» **Instructions to follow**:
A complete answer retypes each of the records below precisely and includes none of the pictures.
*** Opening of The data ***
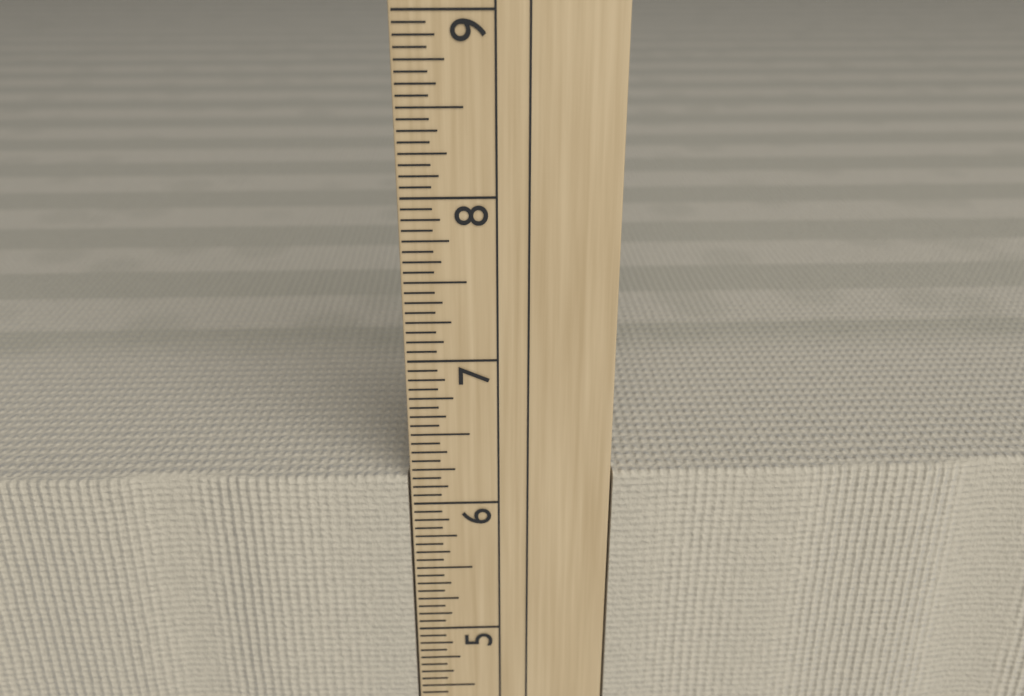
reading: 6.1875 in
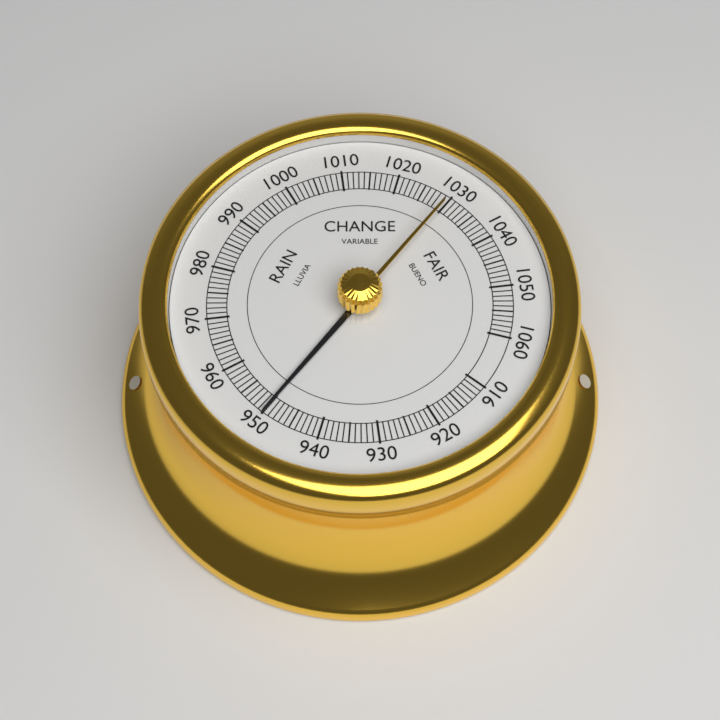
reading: 950 (no unit)
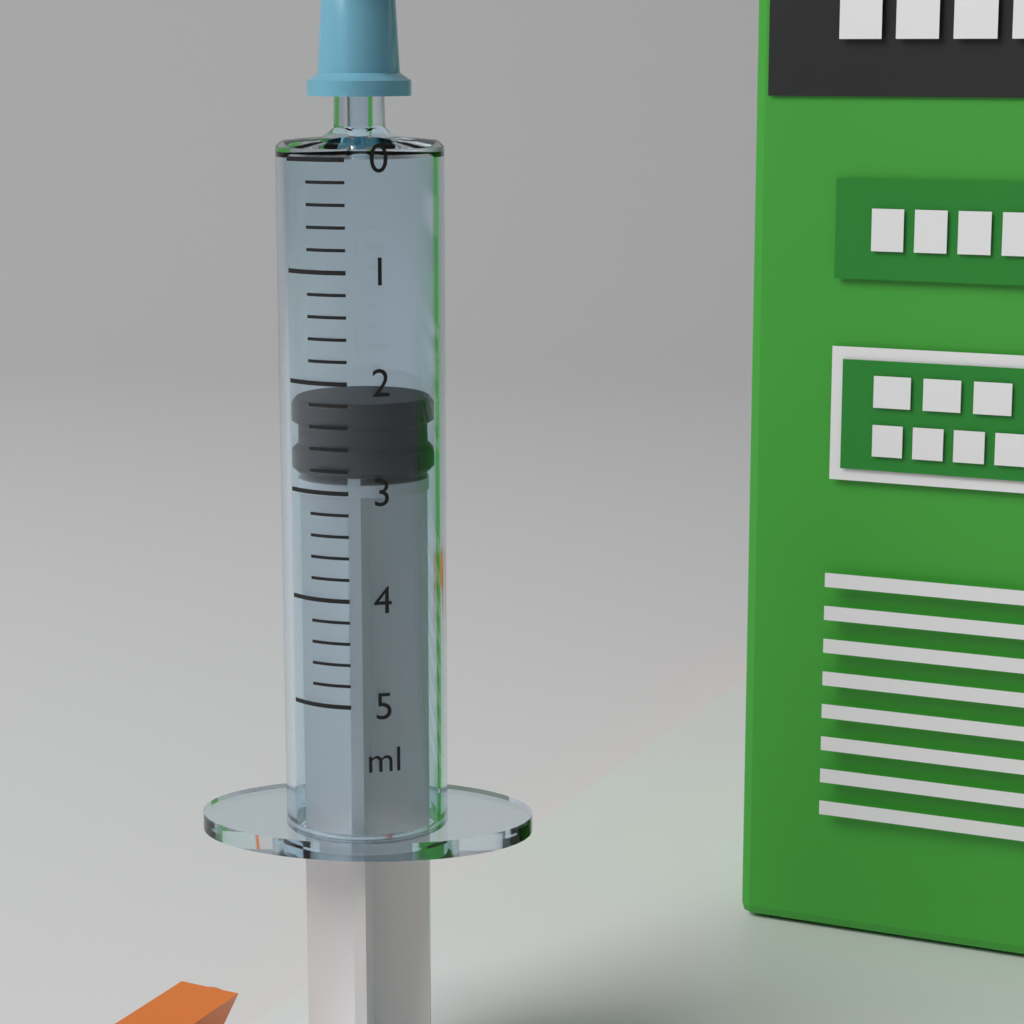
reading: 2.2 ml
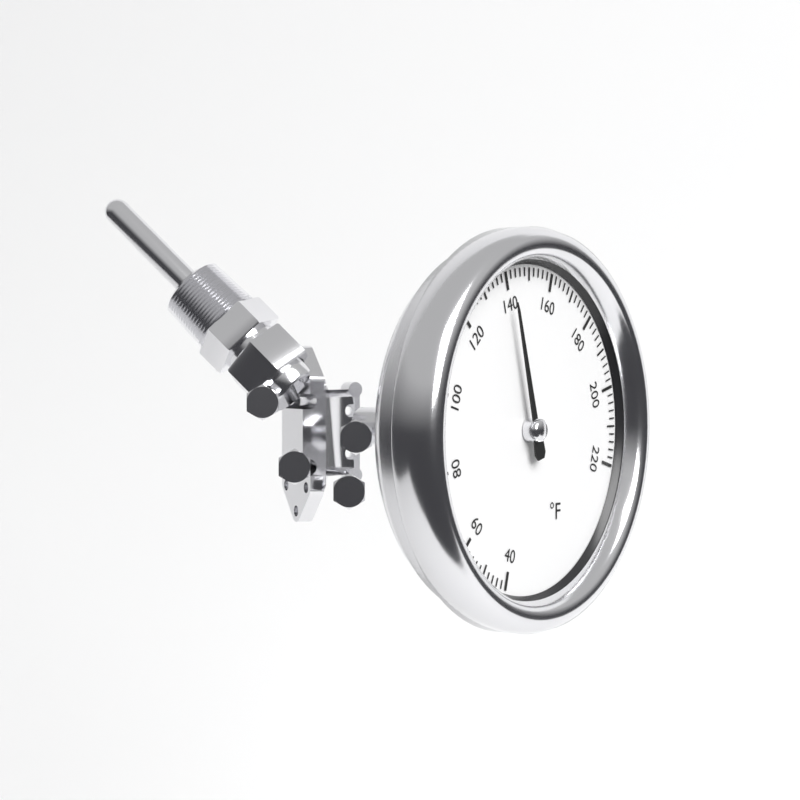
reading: 140 °F
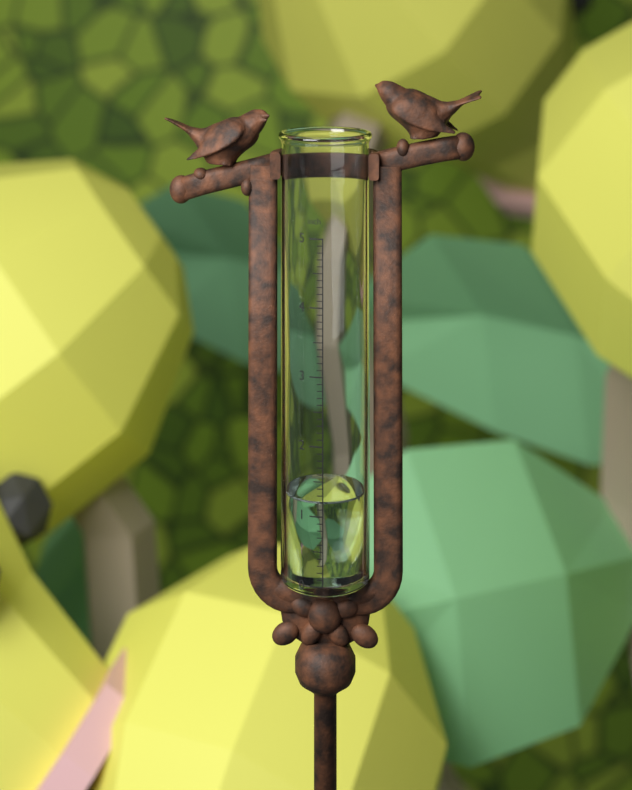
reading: 1.2 in
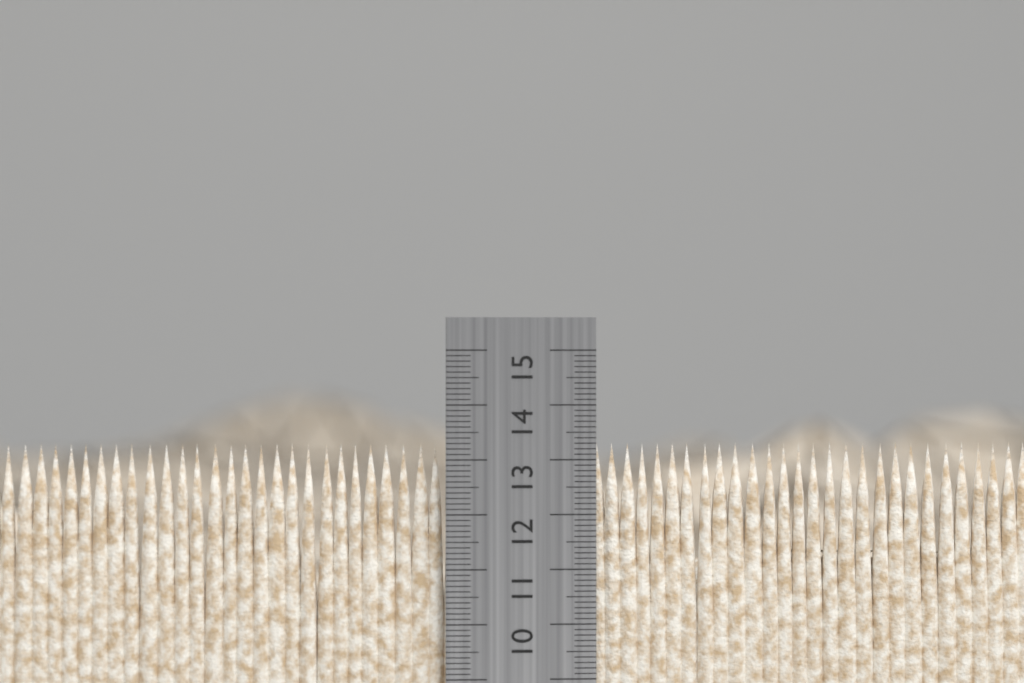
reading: 13.3 cm
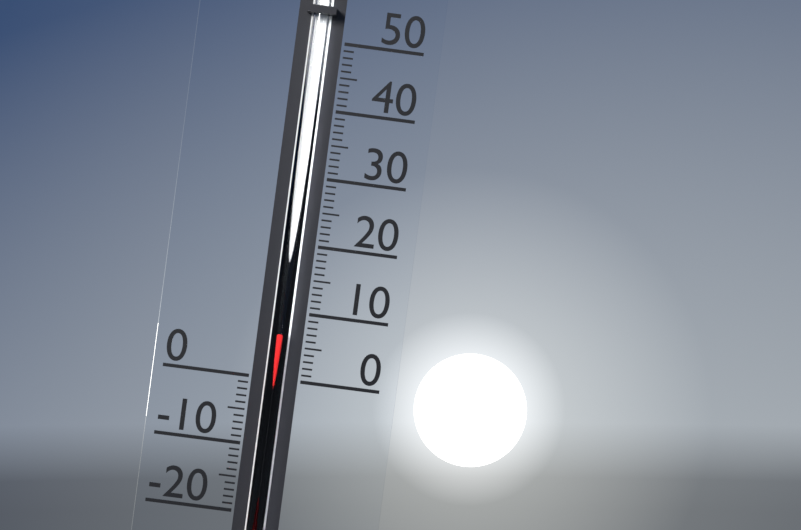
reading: 7 (no unit)
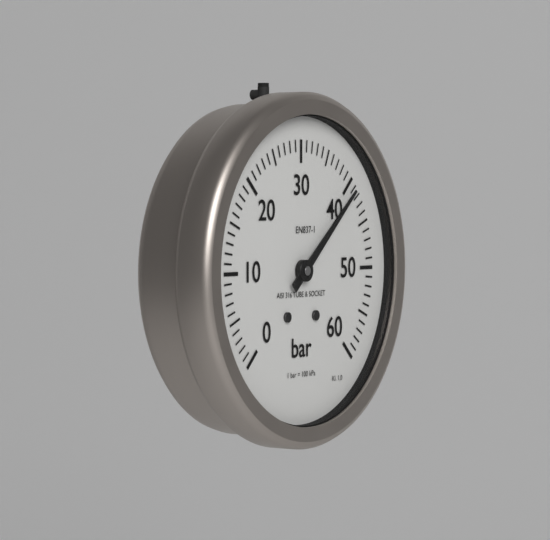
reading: 41 bar
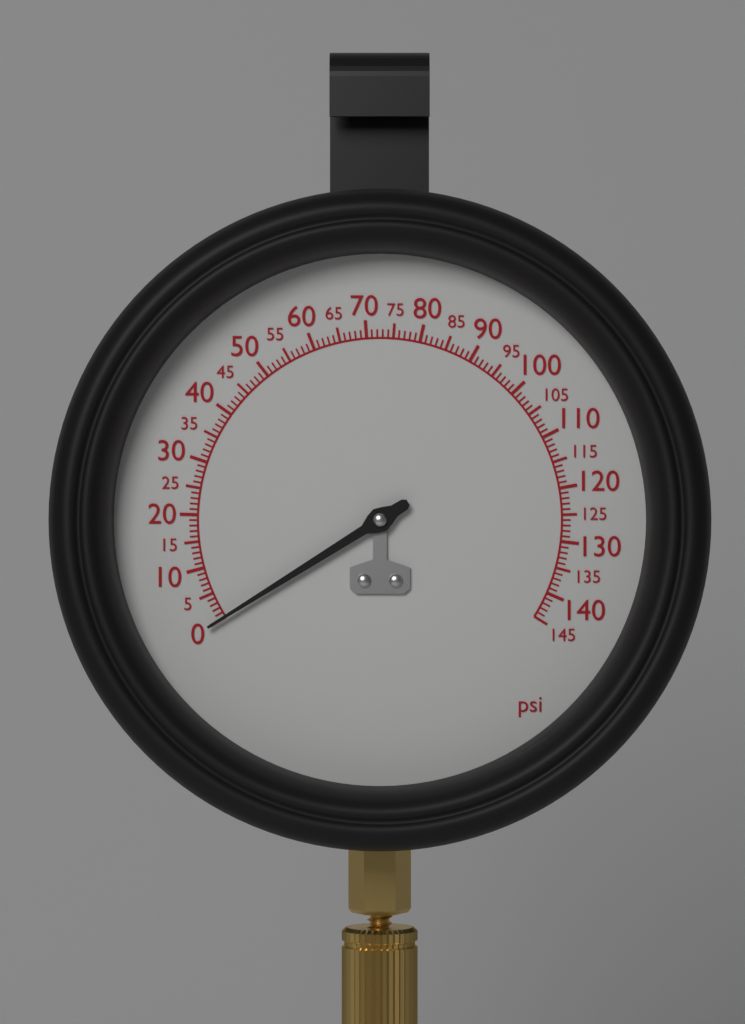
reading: 0 psi
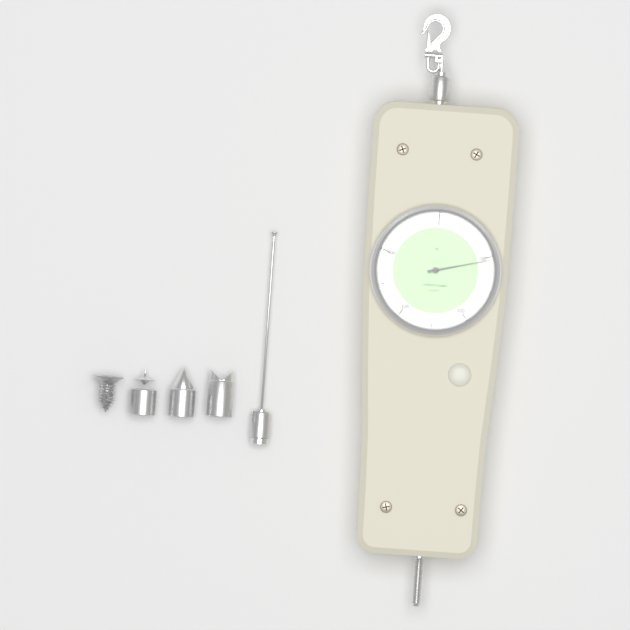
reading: 105 N
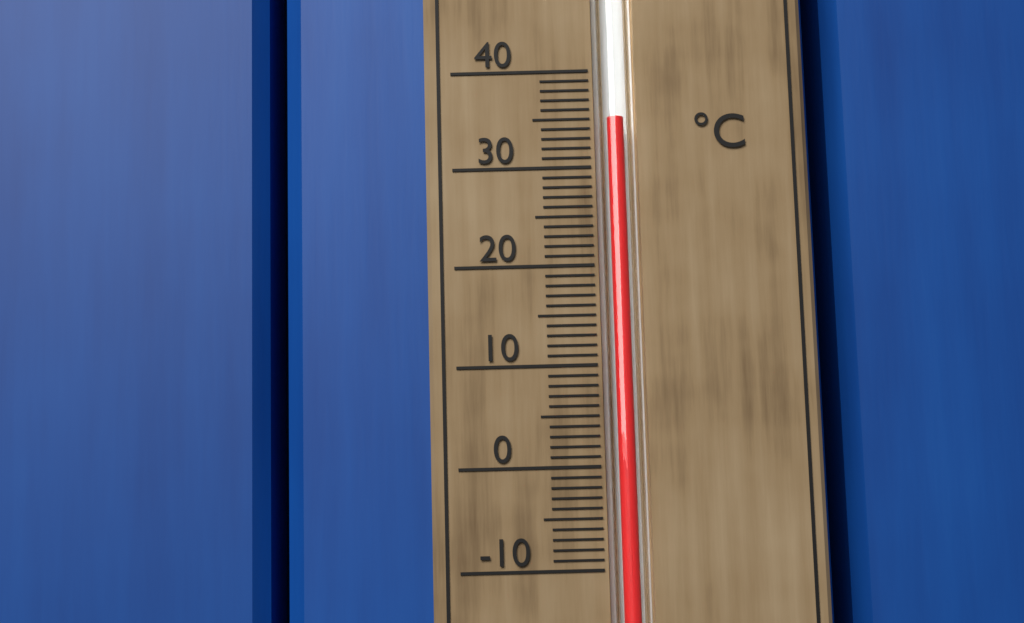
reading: 35 °C
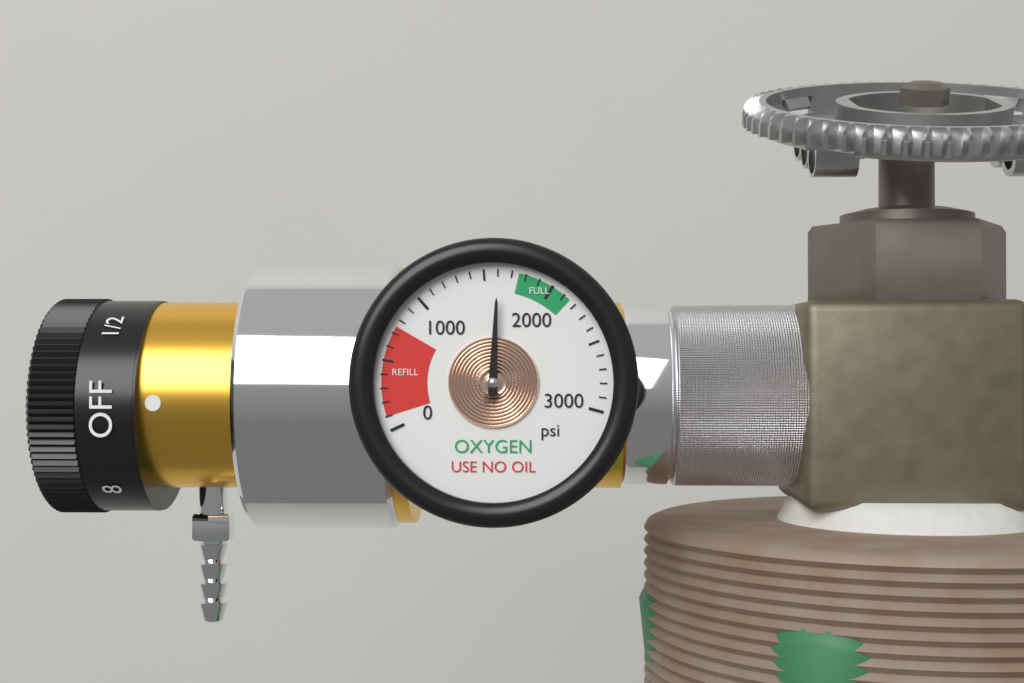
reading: 1600 psi
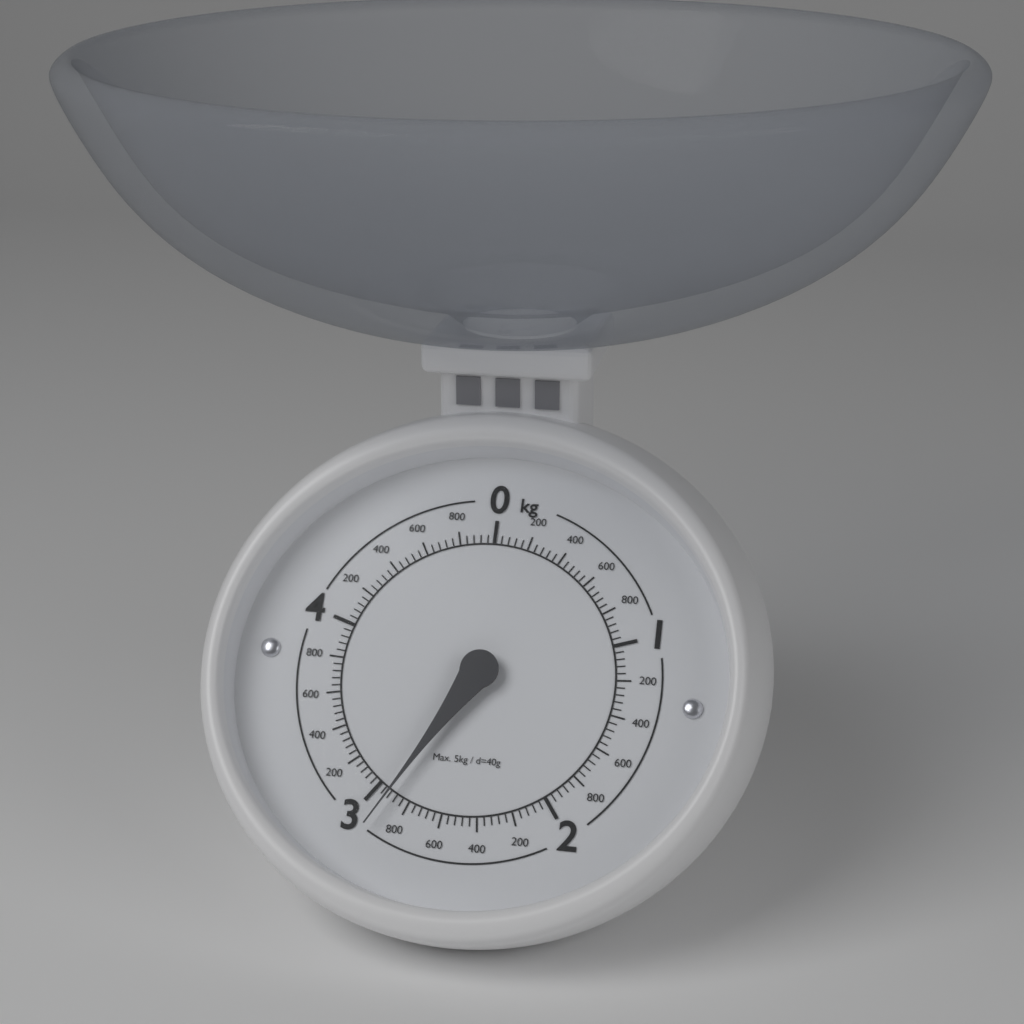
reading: 2.92 kg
*** Close of The data ***
» **Your response**:
reading: 6.1875 in
reading: 950 (no unit)
reading: 2.2 ml
reading: 140 °F
reading: 1.2 in
reading: 13.3 cm
reading: 7 (no unit)
reading: 41 bar
reading: 0 psi
reading: 105 N
reading: 35 °C
reading: 1600 psi
reading: 2.92 kg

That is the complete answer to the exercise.